From handlebar bags to frame bags to full-length top tube bags and seat bags, Campbell makes them all — lightweight and built to last. Case in point? One of his personal frame bags has between 8,000 and 9,000 miles on it. The bag wears its mileage as a badge of honor, a testament to the quality craftsmanship that Campbell puts into each Alpine Luddites product. In fact, other parts are likely to fail before any of Campbell’s bar-tack-reinforced stitch points are. Among the projects in the Alpine Luddites shop was Brett Stepanik’s (who Campbell sponsors) 11-ounce frame bag, in need need of a new zipper slider. The bag has seen the Colorado Trail twice, the Arizona 750 three times, the Tour Divide twice, and most recently the Arkansas High Country Race — where Stepanik placed first in the single speed division. Alpine Luddites bags have also graced the dirt of the Silk Road Mountain Race and the Atlas Mountain Race.

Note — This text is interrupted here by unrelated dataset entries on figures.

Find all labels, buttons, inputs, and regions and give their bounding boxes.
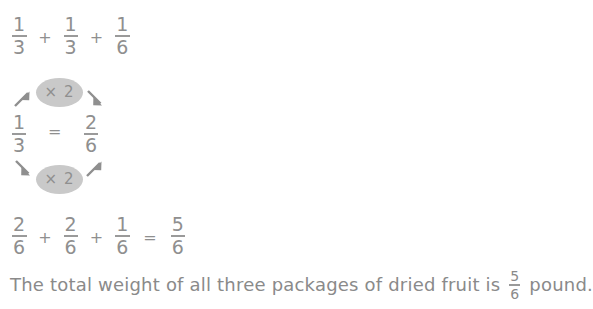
fraction-two-sixths-b: 2 6 [64,215,79,257]
equals-sign: = [136,228,164,247]
fraction-denominator: 6 [171,238,186,257]
fraction-two-sixths: 2 6 [84,113,98,155]
fraction-numerator: 1 [115,15,130,34]
diagram-equals-sign: = [48,122,61,141]
plus-operator: + [33,28,57,47]
fraction-numerator: 2 [64,215,79,234]
fraction-two-sixths-a: 2 6 [12,215,27,257]
fraction-numerator: 2 [12,215,27,234]
fraction-denominator: 3 [64,38,79,57]
diagram-fraction-right: 2 6 [84,114,98,156]
multiplier-badge-bottom: × 2 [36,165,83,194]
fraction-numerator: 1 [12,113,26,132]
fraction-denominator: 6 [115,238,130,257]
fraction-numerator: 2 [84,113,98,132]
fraction-denominator: 6 [84,136,98,155]
answer-sentence-text-after: pound. [529,274,593,295]
plus-operator: + [33,228,57,247]
arrow-down-right-icon [84,88,106,110]
fraction-five-sixths-inline: 5 6 [509,269,520,301]
fraction-numerator: 5 [509,269,520,283]
plus-operator: + [85,228,109,247]
fraction-one-sixth: 1 6 [115,15,130,57]
fraction-numerator: 1 [64,15,79,34]
fraction-numerator: 5 [171,215,186,234]
fraction-denominator: 6 [115,38,130,57]
arrow-up-right-icon [84,157,106,179]
fraction-denominator: 6 [12,238,27,257]
arrow-up-right-icon [12,87,34,109]
equation-top: 1 3 + 1 3 + 1 6 [12,16,130,58]
fraction-denominator: 6 [64,238,79,257]
fraction-denominator: 3 [12,38,27,57]
diagram-fraction-left: 1 3 [12,114,26,156]
fraction-one-third-b: 1 3 [64,15,79,57]
fraction-one-third: 1 3 [12,113,26,155]
fraction-numerator: 1 [12,15,27,34]
fraction-one-sixth: 1 6 [115,215,130,257]
fraction-denominator: 3 [12,136,26,155]
answer-sentence: The total weight of all three packages o… [10,270,593,302]
equation-bottom: 2 6 + 2 6 + 1 6 = 5 6 [12,216,185,258]
fraction-denominator: 6 [509,287,520,301]
fraction-numerator: 1 [115,215,130,234]
multiplier-badge-top: × 2 [36,78,83,107]
arrow-down-right-icon [12,158,34,180]
fraction-one-third-a: 1 3 [12,15,27,57]
conversion-diagram: × 2 × 2 1 3 = 2 [0,70,200,200]
fraction-five-sixths-result: 5 6 [171,215,186,257]
plus-operator: + [85,28,109,47]
answer-sentence-text-before: The total weight of all three packages o… [10,274,500,295]
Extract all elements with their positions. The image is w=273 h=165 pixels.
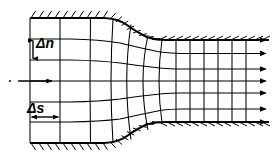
streamline bbox=[30, 60, 266, 69]
equipotential-line bbox=[127, 25, 131, 140]
delta-s-label: Δs bbox=[27, 101, 44, 115]
delta-n-label: Δn bbox=[36, 36, 54, 50]
flow-net-figure: Δn Δs bbox=[0, 0, 273, 165]
streamlines-group bbox=[30, 39, 266, 122]
bottom-wall-hatching bbox=[31, 122, 270, 150]
streamline bbox=[30, 93, 266, 102]
flow-net-drawing bbox=[0, 0, 273, 165]
streamline bbox=[30, 39, 266, 53]
top-wall-hatching bbox=[31, 11, 270, 40]
bottom-wall-boundary bbox=[30, 122, 269, 143]
equipotential-line bbox=[90, 18, 91, 143]
streamline bbox=[30, 109, 266, 122]
top-wall-group bbox=[30, 11, 270, 40]
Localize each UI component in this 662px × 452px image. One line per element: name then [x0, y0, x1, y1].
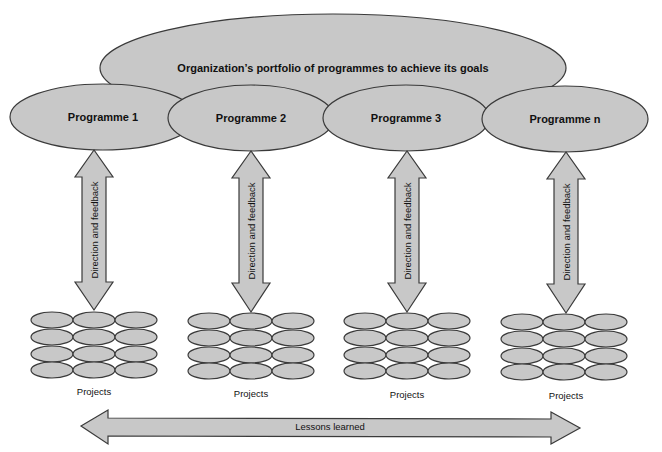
project-group-2: Projects — [188, 313, 314, 399]
lessons-learned-arrow: Lessons learned — [81, 410, 580, 444]
project-group-3: Projects — [344, 313, 470, 400]
lessons-learned-label: Lessons learned — [295, 421, 365, 432]
direction-arrow-2: Direction and feedback — [232, 151, 270, 312]
diagram-canvas: Organization’s portfolio of programmes t… — [0, 0, 662, 452]
direction-arrow-2-label: Direction and feedback — [246, 182, 257, 279]
programme-3-label: Programme 3 — [371, 112, 441, 124]
programme-n-label: Programme n — [530, 113, 601, 125]
direction-arrow-3-label: Direction and feedback — [402, 182, 413, 279]
project-group-n: Projects — [501, 314, 627, 401]
project-group-3-label: Projects — [390, 389, 425, 400]
project-group-2-label: Projects — [234, 388, 269, 399]
direction-arrow-3: Direction and feedback — [388, 151, 426, 312]
direction-arrow-1-label: Direction and feedback — [89, 181, 100, 278]
direction-arrow-1: Direction and feedback — [75, 150, 113, 310]
programme-n: Programme n — [482, 86, 648, 152]
programme-1-label: Programme 1 — [68, 111, 138, 123]
programme-3: Programme 3 — [323, 85, 489, 151]
project-group-n-label: Projects — [549, 390, 584, 401]
direction-arrow-n-label: Direction and feedback — [561, 183, 572, 280]
project-group-1: Projects — [31, 312, 157, 397]
programme-2: Programme 2 — [168, 85, 334, 151]
direction-arrow-n: Direction and feedback — [547, 152, 585, 313]
portfolio-label: Organization’s portfolio of programmes t… — [177, 62, 488, 74]
project-group-1-label: Projects — [77, 386, 112, 397]
programme-2-label: Programme 2 — [216, 112, 286, 124]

By now, you’re probably convinced that you need a set of Alpine Luddites bags for your trusty steed — and you’re not alone. But, given the custom made-to-order nature of Campbell’s process, you can’t simply head over to an ecommerce site and order up some bags. After downloading and filling out the custom bike bag order form from the Alpine Luddites site, the real process begins. Over phone or email, Campbell will parse out the type of bag you’re after from sizing, to material, to shape and any special features. Then it’s into the queue and the wait begins. Campbell’s waitlist is many months long (it has stretched up to 11 months at times). “I’m immensely grateful that I am so backlogged,” he said. “I’m immensely amazed every time I get another order.” There’s the understatedness and humility again.
But there’s another option to get your hands on an Alpine Luddites pack or frame bag: go back to school. Campbell, an adjunct professor at Sterling College in Craftsbury, Vermont, teaches both students and the general public (through a continuing education program) how to use industrial sewing machines, the basics of gear repair and also mentors them through work in his shop. In exchange, students get course credit and the opportunity to build their own bag. It’s a unique offering, and one that Campbell says has garnered a lot of attention from media outlets and universities alike.

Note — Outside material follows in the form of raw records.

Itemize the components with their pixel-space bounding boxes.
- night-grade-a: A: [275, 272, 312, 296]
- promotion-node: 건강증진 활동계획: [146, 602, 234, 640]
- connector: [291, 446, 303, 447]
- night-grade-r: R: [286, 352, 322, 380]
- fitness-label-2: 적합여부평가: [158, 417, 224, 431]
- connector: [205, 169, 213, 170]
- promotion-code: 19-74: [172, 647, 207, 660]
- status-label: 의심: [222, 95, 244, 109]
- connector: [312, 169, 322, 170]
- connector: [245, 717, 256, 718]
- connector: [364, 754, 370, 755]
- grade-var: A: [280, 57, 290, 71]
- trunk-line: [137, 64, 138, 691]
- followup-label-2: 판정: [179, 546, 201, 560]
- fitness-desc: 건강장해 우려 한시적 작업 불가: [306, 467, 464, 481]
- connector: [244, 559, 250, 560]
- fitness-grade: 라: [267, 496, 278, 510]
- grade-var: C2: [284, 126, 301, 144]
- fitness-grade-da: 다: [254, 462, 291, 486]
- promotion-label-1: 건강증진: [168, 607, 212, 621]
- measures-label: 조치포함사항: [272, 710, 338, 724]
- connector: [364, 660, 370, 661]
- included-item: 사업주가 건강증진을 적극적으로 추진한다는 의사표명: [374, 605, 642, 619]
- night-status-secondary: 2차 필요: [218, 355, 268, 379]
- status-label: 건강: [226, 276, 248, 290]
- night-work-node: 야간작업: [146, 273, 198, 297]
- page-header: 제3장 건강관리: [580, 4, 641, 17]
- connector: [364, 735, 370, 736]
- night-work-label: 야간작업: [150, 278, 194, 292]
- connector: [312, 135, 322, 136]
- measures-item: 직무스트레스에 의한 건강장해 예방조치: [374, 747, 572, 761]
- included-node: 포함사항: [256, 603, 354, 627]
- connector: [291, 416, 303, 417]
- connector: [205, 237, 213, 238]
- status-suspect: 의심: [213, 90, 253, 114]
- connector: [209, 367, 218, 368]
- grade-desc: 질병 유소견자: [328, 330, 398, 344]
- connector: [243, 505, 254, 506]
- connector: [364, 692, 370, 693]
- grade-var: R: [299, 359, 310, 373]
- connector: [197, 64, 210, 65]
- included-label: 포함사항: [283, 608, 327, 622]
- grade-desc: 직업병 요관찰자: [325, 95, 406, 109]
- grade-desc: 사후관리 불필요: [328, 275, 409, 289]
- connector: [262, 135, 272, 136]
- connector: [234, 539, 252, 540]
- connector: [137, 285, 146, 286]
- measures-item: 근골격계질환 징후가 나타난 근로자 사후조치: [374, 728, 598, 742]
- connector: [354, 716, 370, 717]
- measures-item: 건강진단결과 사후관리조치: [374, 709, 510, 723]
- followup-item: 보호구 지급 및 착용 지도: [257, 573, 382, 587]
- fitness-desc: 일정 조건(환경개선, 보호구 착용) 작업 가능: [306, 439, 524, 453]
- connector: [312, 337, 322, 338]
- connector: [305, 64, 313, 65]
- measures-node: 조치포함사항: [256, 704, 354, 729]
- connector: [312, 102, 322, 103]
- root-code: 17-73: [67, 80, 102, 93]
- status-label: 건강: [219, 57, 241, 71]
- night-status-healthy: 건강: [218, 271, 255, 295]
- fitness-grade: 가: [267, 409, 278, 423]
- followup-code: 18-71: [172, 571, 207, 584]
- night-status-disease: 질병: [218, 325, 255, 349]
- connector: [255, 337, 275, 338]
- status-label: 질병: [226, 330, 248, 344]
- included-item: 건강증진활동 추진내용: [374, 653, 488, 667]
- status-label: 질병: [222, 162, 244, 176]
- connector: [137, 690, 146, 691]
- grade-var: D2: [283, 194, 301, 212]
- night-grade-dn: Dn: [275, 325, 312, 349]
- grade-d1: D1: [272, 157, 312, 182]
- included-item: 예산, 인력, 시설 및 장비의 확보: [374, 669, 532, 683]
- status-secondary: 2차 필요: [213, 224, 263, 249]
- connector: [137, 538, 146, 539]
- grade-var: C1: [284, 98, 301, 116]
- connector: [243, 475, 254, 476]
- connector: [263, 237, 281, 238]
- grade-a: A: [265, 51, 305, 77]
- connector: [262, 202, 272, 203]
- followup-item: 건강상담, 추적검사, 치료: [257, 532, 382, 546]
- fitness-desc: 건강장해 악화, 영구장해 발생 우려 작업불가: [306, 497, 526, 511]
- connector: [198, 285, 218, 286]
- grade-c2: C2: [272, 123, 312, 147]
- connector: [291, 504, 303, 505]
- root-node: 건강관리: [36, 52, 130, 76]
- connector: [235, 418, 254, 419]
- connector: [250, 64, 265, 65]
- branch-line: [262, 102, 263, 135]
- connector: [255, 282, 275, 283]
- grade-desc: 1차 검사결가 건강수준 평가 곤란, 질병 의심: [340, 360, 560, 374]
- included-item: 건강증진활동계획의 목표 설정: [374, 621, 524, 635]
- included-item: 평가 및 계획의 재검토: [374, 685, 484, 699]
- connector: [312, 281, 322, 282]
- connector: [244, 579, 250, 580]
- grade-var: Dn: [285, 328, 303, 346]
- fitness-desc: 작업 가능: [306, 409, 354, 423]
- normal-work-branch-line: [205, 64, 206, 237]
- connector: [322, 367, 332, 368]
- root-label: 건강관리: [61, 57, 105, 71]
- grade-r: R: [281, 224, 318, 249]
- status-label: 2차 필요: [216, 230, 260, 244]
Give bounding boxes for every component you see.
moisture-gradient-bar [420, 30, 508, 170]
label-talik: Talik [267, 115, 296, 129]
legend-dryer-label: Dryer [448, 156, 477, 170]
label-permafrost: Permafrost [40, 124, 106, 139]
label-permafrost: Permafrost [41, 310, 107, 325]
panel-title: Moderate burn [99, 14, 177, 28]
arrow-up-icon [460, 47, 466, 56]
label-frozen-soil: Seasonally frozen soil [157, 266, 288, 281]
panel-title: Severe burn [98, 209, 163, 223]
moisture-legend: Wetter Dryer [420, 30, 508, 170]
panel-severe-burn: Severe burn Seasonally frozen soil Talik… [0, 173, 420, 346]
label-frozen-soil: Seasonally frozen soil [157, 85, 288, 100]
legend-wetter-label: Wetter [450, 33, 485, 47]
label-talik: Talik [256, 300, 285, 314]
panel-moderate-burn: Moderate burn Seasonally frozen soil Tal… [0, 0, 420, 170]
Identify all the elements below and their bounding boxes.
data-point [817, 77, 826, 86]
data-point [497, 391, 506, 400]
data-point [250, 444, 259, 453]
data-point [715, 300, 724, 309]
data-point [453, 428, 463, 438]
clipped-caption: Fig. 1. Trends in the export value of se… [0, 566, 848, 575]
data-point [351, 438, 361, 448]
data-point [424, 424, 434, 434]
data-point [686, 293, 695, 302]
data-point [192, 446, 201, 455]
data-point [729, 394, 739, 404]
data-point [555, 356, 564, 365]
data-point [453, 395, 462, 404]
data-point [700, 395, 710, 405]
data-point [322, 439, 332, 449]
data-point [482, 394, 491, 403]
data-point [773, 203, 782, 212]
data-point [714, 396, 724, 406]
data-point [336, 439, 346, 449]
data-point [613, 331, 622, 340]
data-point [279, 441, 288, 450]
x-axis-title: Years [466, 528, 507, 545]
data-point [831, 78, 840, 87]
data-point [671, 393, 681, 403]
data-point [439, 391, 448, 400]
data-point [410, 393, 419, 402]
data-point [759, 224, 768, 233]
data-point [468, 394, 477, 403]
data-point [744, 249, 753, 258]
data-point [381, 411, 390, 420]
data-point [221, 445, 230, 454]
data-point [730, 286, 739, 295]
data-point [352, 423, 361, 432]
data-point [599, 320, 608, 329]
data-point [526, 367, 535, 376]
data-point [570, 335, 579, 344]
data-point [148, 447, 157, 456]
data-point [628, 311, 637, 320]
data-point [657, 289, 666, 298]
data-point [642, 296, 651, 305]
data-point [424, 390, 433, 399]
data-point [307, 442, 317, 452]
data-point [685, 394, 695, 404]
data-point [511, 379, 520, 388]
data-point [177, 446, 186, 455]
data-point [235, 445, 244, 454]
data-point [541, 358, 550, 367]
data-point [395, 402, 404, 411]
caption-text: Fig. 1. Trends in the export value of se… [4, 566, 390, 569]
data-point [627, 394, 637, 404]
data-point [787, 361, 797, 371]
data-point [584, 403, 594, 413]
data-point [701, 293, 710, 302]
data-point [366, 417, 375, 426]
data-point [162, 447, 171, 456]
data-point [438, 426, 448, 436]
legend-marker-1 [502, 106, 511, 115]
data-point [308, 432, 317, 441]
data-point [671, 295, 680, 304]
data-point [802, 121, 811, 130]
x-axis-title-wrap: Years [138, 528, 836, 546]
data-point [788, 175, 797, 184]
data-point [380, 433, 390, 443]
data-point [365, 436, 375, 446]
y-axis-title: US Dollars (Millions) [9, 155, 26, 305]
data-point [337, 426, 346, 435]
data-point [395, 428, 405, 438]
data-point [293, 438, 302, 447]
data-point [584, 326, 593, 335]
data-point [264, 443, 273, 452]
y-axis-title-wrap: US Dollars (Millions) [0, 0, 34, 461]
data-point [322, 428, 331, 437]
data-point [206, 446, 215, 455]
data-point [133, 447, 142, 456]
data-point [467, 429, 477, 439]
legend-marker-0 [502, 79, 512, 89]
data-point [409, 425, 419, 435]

Whether you build it yourself or enlist Campbell and the decades of sewing experience he has under his belt, you simply can’t go wrong with one of his packs. It’ll long outlast the tires, chain, and cassette you have on your bike. And unlike those parts, when Alpine Luddites bags give up the ghost, it’s only temporary. They can be rebuilt, repaired, and reused. I think we can all agree that’s a good thing.
For those interested in taking Campbell’s class through Sterling College from May 27-31, 2022, you can find more information here and here.